GRAHAM WARWICK / WASHINGTON DC

But with only one aircraft dedicated to clearing the flight envelope, testing has been slower than anticipated

After a slow start, Lockheed Martin/Boeing F-22 Raptor avionics flight testing is gathering pace. But the stealthy fighter is likely to enter US Air Force operational evaluation next year with significant limitations because of delays in clearing the flight envelope.

The eighth F-22 has flown and will join the test fleet at Edwards AFB, California, later this month, while the ninth and final development aircraft is on the flight line at Lockheed Martin's Marietta, Georgia, plant. "Testing is actually going quite well, now we are finally getting avionics aircraft out there," says Brig Gen Jay Jabour, USAF F-22 system programme director.

While there will soon be six aircraft involved in avionics testing, there is only one dedicated to clearing the flight envelope. "The long pole in the tent is the structural test," says Jabour. "We are limited to one aircraft, 4003, and testing has gone slower than anticipated. We are three months behind schedule." Testing is under way in the 7g+ regime. If initial operational test and evaluation (IOT&E) begins as scheduled in April next year, it will not be with the full envelope. "We have got to get to IOT&E with an envelope we can use. The air force is looking at how much envelope is needed," he adds.

There is "significant risk" in holding to the April 2003 date for the start of operational evaluation, says Jabour. "But there is no hard-and-fast reason for that date. It is driven by funding." IOT&E could be delayed, and the programme would still meet the schedule for a full-rate production decision, while initial operational capability (IOC) is still planned for December 2005.

There are no "show stoppers" in avionics testing, according to Jabour. The Northrop Grumman APG-77 active-array radar "has been a real success", he says, exceeding performance and reliability expectations. The second live firing of a Raytheon AIM-120 Advanced Medium-Range Air-to-Air Missile (AMRAAM), conducted in January, was "fairly difficult", Jabour says, but resulted in the weapon, which lacked a warhead, hitting the subscale target drone. To save time, most AMRAAM "shots" will involve an instrumented test vehicle which will remain in the weapon bay and simulate the missile fly-out.

Avionics flight testing involves Block 3.0 software, which provides radar, communication/navigation/ identification and electronic-warfare sensor fusion. Aircraft 4006 has been grounded for hardware modifications in preparation for the 3.1 software load, which brings in the intra-flight datalink and embedded training. Block 3.0 is performing well, but there are "stability issues", says Jabour. "When it runs, it runs well," he adds, but on some flights the software can recycle "two or three times". Stability enhancements have been incorporated into the 3.1.0 load.

Two more software releases are planned before IOT&E begins: 3.1.1 will allow training of operational testers to begin, scheduled for the third quarter; while 3.1.2, the software load planned for operational evaluation, will add more training, diagnostics and defensive electronic countermeasures. Definition of the Block 4 release for IOC and beyond is being finalised, Jabour says.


■ TASK TO CARRY OUT
Write out all of the records precisely. Skip anything that is a picture.

■ DATA EXTRACTS
════════════════════
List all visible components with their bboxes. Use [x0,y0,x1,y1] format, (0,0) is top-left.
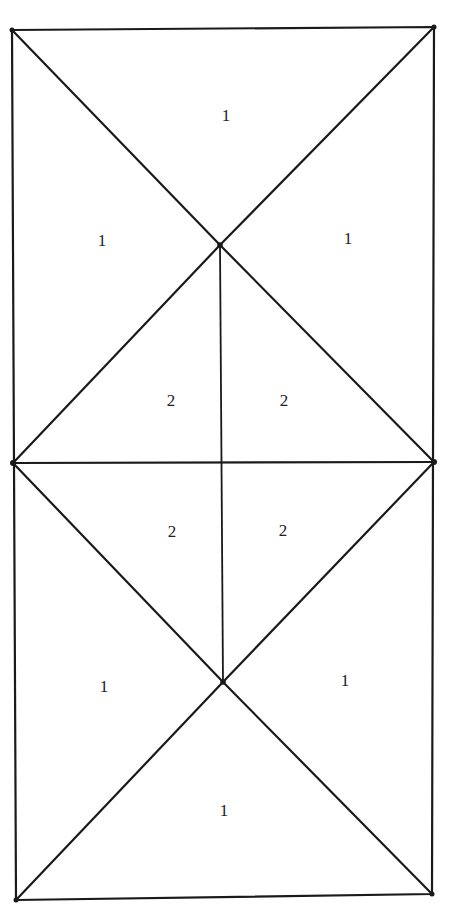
region-label-lower-inner-right: 2 [279,521,288,540]
region-label-top: 1 [222,106,231,125]
vertex-bottom-left [14,898,19,903]
vertex-bottom-right [430,892,435,897]
diagonal-top-right-to-upper-center [220,27,434,245]
diagonal-lower-center-to-bottom-left [16,682,223,900]
vertex-lower-center [220,679,226,685]
vertex-mid-left [10,460,16,466]
edge-mid-right-to-lower-center [223,462,434,682]
diagonal-top-left-to-upper-center [12,30,220,245]
edge-mid-left-to-lower-center [13,463,223,682]
region-label-lower-left: 1 [100,677,109,696]
region-label-lower-right: 1 [341,671,350,690]
region-label-bottom: 1 [220,801,229,820]
vertex-upper-center [217,242,223,248]
horizontal-midline [13,462,434,463]
edge-upper-center-to-mid-left [13,245,220,463]
edge-upper-center-to-mid-right [220,245,434,462]
vertex-top-right [432,25,437,30]
region-label-upper-inner-right: 2 [280,391,289,410]
region-label-upper-inner-left: 2 [167,391,176,410]
region-label-upper-left: 1 [98,231,107,250]
region-label-upper-right: 1 [344,229,353,248]
vertex-top-left [10,28,15,33]
region-label-lower-inner-left: 2 [168,522,177,541]
triangulation-diagram: 1 1 1 2 2 2 2 1 1 1 [0,0,466,910]
diagonal-lower-center-to-bottom-right [223,682,432,894]
vertex-mid-right [431,459,437,465]
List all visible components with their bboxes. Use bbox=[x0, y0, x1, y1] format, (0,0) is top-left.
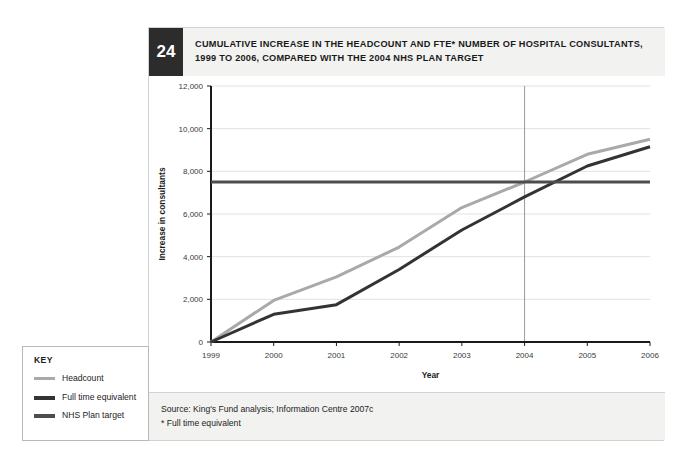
legend-color-swatch bbox=[34, 414, 55, 418]
chart-plot-area: 02,0004,0006,0008,00010,00012,000 199920… bbox=[149, 76, 665, 394]
source-line-2: * Full time equivalent bbox=[161, 416, 665, 430]
svg-text:2002: 2002 bbox=[390, 351, 408, 360]
legend-items: HeadcountFull time equivalentNHS Plan ta… bbox=[34, 373, 148, 422]
svg-text:2004: 2004 bbox=[516, 351, 534, 360]
legend-item: NHS Plan target bbox=[34, 410, 148, 422]
figure-screenshot: 24 CUMULATIVE INCREASE IN THE HEADCOUNT … bbox=[0, 0, 688, 466]
svg-text:0: 0 bbox=[199, 338, 204, 347]
chart-gridlines bbox=[211, 86, 650, 299]
svg-text:10,000: 10,000 bbox=[179, 125, 204, 134]
line-chart-svg: 02,0004,0006,0008,00010,00012,000 199920… bbox=[149, 76, 665, 394]
figure-title-line-1: CUMULATIVE INCREASE IN THE HEADCOUNT AND… bbox=[195, 37, 655, 51]
x-axis-tick-labels: 19992000200120022003200420052006 bbox=[202, 342, 659, 360]
legend-item-label: NHS Plan target bbox=[62, 410, 124, 422]
series-line-full-time-equivalent bbox=[211, 147, 650, 342]
legend-color-swatch bbox=[34, 377, 55, 380]
svg-text:4,000: 4,000 bbox=[183, 253, 204, 262]
chart-legend-key: KEY HeadcountFull time equivalentNHS Pla… bbox=[22, 346, 149, 441]
legend-item-label: Headcount bbox=[62, 373, 104, 385]
chart-series-layer bbox=[211, 139, 650, 342]
svg-text:2000: 2000 bbox=[265, 351, 283, 360]
svg-text:6,000: 6,000 bbox=[183, 210, 204, 219]
series-line-headcount bbox=[211, 139, 650, 342]
figure-title-line-2: 1999 TO 2006, COMPARED WITH THE 2004 NHS… bbox=[195, 51, 655, 65]
svg-text:12,000: 12,000 bbox=[179, 82, 204, 91]
figure-title: CUMULATIVE INCREASE IN THE HEADCOUNT AND… bbox=[183, 28, 665, 76]
y-axis-tick-labels: 02,0004,0006,0008,00010,00012,000 bbox=[179, 82, 211, 347]
svg-text:2005: 2005 bbox=[578, 351, 596, 360]
y-axis-title: Increase in consultants bbox=[157, 167, 167, 260]
legend-item: Headcount bbox=[34, 373, 148, 385]
svg-text:2001: 2001 bbox=[328, 351, 346, 360]
legend-color-swatch bbox=[34, 396, 55, 400]
svg-text:2,000: 2,000 bbox=[183, 295, 204, 304]
legend-item: Full time equivalent bbox=[34, 392, 148, 404]
x-axis-title: Year bbox=[422, 370, 440, 380]
svg-text:1999: 1999 bbox=[202, 351, 220, 360]
figure-source-note: Source: King's Fund analysis; Informatio… bbox=[149, 392, 665, 440]
svg-text:8,000: 8,000 bbox=[183, 167, 204, 176]
legend-title: KEY bbox=[34, 355, 148, 365]
source-line-1: Source: King's Fund analysis; Informatio… bbox=[161, 402, 665, 416]
legend-item-label: Full time equivalent bbox=[62, 392, 136, 404]
figure-number-badge: 24 bbox=[149, 28, 183, 76]
svg-text:2003: 2003 bbox=[453, 351, 471, 360]
figure-panel: 24 CUMULATIVE INCREASE IN THE HEADCOUNT … bbox=[148, 27, 664, 441]
figure-title-strip: 24 CUMULATIVE INCREASE IN THE HEADCOUNT … bbox=[149, 28, 665, 76]
svg-text:2006: 2006 bbox=[641, 351, 659, 360]
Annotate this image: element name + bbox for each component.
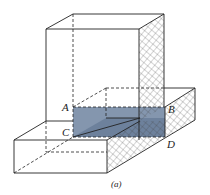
diagram-canvas: A B C D (a) <box>0 0 210 195</box>
label-c: C <box>62 126 70 138</box>
figure-caption: (a) <box>111 179 122 189</box>
label-d: D <box>166 138 175 150</box>
label-a: A <box>61 101 69 113</box>
label-b: B <box>168 103 175 115</box>
column-cut-face <box>139 14 164 121</box>
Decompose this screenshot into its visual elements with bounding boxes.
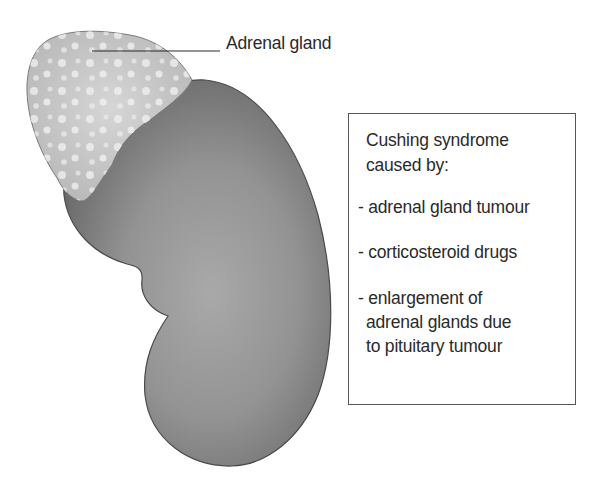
cause-text-cont: adrenal glands due [358, 310, 573, 334]
cause-item: - adrenal gland tumour [358, 195, 573, 219]
box-title-line1: Cushing syndrome [366, 130, 509, 150]
box-title: Cushing syndrome caused by: [366, 128, 566, 178]
cushing-causes-box: Cushing syndrome caused by: - adrenal gl… [348, 113, 576, 405]
box-title-line2: caused by: [366, 155, 449, 175]
cause-text-cont: to pituitary tumour [358, 334, 573, 358]
cause-item: - corticosteroid drugs [358, 240, 573, 264]
cause-text: - enlargement of [358, 288, 482, 308]
cause-item: - enlargement of adrenal glands due to p… [358, 286, 573, 358]
cause-text: - corticosteroid drugs [358, 242, 517, 262]
adrenal-gland-label: Adrenal gland [226, 33, 331, 54]
cause-text: - adrenal gland tumour [358, 197, 530, 217]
════════════════════
■ ANSWER TO THE EXERCISE
List all visible components with their bboxes. Use [x0,y0,x1,y1] format, (0,0) is top-left.
region-label-lower-inner-right: 2 [279,521,288,540]
region-label-top: 1 [222,106,231,125]
vertex-bottom-left [14,898,19,903]
vertex-bottom-right [430,892,435,897]
diagonal-top-right-to-upper-center [220,27,434,245]
diagonal-lower-center-to-bottom-left [16,682,223,900]
vertex-lower-center [220,679,226,685]
vertex-mid-left [10,460,16,466]
edge-mid-right-to-lower-center [223,462,434,682]
diagonal-top-left-to-upper-center [12,30,220,245]
edge-mid-left-to-lower-center [13,463,223,682]
region-label-lower-left: 1 [100,677,109,696]
region-label-lower-right: 1 [341,671,350,690]
region-label-bottom: 1 [220,801,229,820]
vertex-upper-center [217,242,223,248]
horizontal-midline [13,462,434,463]
edge-upper-center-to-mid-left [13,245,220,463]
edge-upper-center-to-mid-right [220,245,434,462]
vertex-top-right [432,25,437,30]
region-label-upper-inner-right: 2 [280,391,289,410]
region-label-upper-inner-left: 2 [167,391,176,410]
region-label-upper-left: 1 [98,231,107,250]
region-label-upper-right: 1 [344,229,353,248]
vertex-top-left [10,28,15,33]
region-label-lower-inner-left: 2 [168,522,177,541]
triangulation-diagram: 1 1 1 2 2 2 2 1 1 1 [0,0,466,910]
diagonal-lower-center-to-bottom-right [223,682,432,894]
vertex-mid-right [431,459,437,465]
List all visible components with their bboxes. Use bbox=[x0, y0, x1, y1] format, (0,0) is top-left.
legend-color-swatch bbox=[34, 414, 55, 418]
chart-plot-area: 02,0004,0006,0008,00010,00012,000 199920… bbox=[149, 76, 665, 394]
source-line-2: * Full time equivalent bbox=[161, 416, 665, 430]
svg-text:2002: 2002 bbox=[390, 351, 408, 360]
legend-items: HeadcountFull time equivalentNHS Plan ta… bbox=[34, 373, 148, 422]
svg-text:2004: 2004 bbox=[516, 351, 534, 360]
legend-item: NHS Plan target bbox=[34, 410, 148, 422]
figure-screenshot: 24 CUMULATIVE INCREASE IN THE HEADCOUNT … bbox=[0, 0, 688, 466]
svg-text:0: 0 bbox=[199, 338, 204, 347]
chart-gridlines bbox=[211, 86, 650, 299]
svg-text:10,000: 10,000 bbox=[179, 125, 204, 134]
line-chart-svg: 02,0004,0006,0008,00010,00012,000 199920… bbox=[149, 76, 665, 394]
figure-title-line-1: CUMULATIVE INCREASE IN THE HEADCOUNT AND… bbox=[195, 37, 655, 51]
x-axis-tick-labels: 19992000200120022003200420052006 bbox=[202, 342, 659, 360]
legend-item-label: NHS Plan target bbox=[62, 410, 124, 422]
series-line-full-time-equivalent bbox=[211, 147, 650, 342]
legend-color-swatch bbox=[34, 377, 55, 380]
svg-text:4,000: 4,000 bbox=[183, 253, 204, 262]
chart-legend-key: KEY HeadcountFull time equivalentNHS Pla… bbox=[22, 346, 149, 441]
legend-item-label: Headcount bbox=[62, 373, 104, 385]
chart-series-layer bbox=[211, 139, 650, 342]
svg-text:2000: 2000 bbox=[265, 351, 283, 360]
svg-text:6,000: 6,000 bbox=[183, 210, 204, 219]
series-line-headcount bbox=[211, 139, 650, 342]
figure-title-line-2: 1999 TO 2006, COMPARED WITH THE 2004 NHS… bbox=[195, 51, 655, 65]
svg-text:12,000: 12,000 bbox=[179, 82, 204, 91]
figure-title: CUMULATIVE INCREASE IN THE HEADCOUNT AND… bbox=[183, 28, 665, 76]
y-axis-tick-labels: 02,0004,0006,0008,00010,00012,000 bbox=[179, 82, 211, 347]
svg-text:2005: 2005 bbox=[578, 351, 596, 360]
y-axis-title: Increase in consultants bbox=[157, 167, 167, 260]
legend-item: Headcount bbox=[34, 373, 148, 385]
svg-text:2001: 2001 bbox=[328, 351, 346, 360]
legend-color-swatch bbox=[34, 396, 55, 400]
svg-text:2,000: 2,000 bbox=[183, 295, 204, 304]
legend-item: Full time equivalent bbox=[34, 392, 148, 404]
x-axis-title: Year bbox=[422, 370, 440, 380]
svg-text:1999: 1999 bbox=[202, 351, 220, 360]
figure-source-note: Source: King's Fund analysis; Informatio… bbox=[149, 392, 665, 440]
svg-text:8,000: 8,000 bbox=[183, 167, 204, 176]
legend-title: KEY bbox=[34, 355, 148, 365]
source-line-1: Source: King's Fund analysis; Informatio… bbox=[161, 402, 665, 416]
legend-item-label: Full time equivalent bbox=[62, 392, 136, 404]
figure-number-badge: 24 bbox=[149, 28, 183, 76]
svg-text:2003: 2003 bbox=[453, 351, 471, 360]
figure-panel: 24 CUMULATIVE INCREASE IN THE HEADCOUNT … bbox=[148, 27, 664, 441]
figure-title-strip: 24 CUMULATIVE INCREASE IN THE HEADCOUNT … bbox=[149, 28, 665, 76]
svg-text:2006: 2006 bbox=[641, 351, 659, 360]
Annotate this image: element name + bbox for each component.
diagram-canvas: A B C D (a) <box>0 0 210 195</box>
label-c: C <box>62 126 70 138</box>
figure-caption: (a) <box>111 179 122 189</box>
label-d: D <box>166 138 175 150</box>
label-a: A <box>61 101 69 113</box>
label-b: B <box>168 103 175 115</box>
column-cut-face <box>139 14 164 121</box>
Decompose this screenshot into its visual elements with bounding boxes.
cause-text-cont: adrenal glands due [358, 310, 573, 334]
cause-item: - adrenal gland tumour [358, 195, 573, 219]
box-title-line1: Cushing syndrome [366, 130, 509, 150]
box-title: Cushing syndrome caused by: [366, 128, 566, 178]
cushing-causes-box: Cushing syndrome caused by: - adrenal gl… [348, 113, 576, 405]
box-title-line2: caused by: [366, 155, 449, 175]
cause-text-cont: to pituitary tumour [358, 334, 573, 358]
cause-item: - corticosteroid drugs [358, 240, 573, 264]
cause-text: - enlargement of [358, 288, 482, 308]
cause-item: - enlargement of adrenal glands due to p… [358, 286, 573, 358]
cause-text: - corticosteroid drugs [358, 242, 517, 262]
adrenal-gland-label: Adrenal gland [226, 33, 331, 54]
cause-text: - adrenal gland tumour [358, 197, 530, 217]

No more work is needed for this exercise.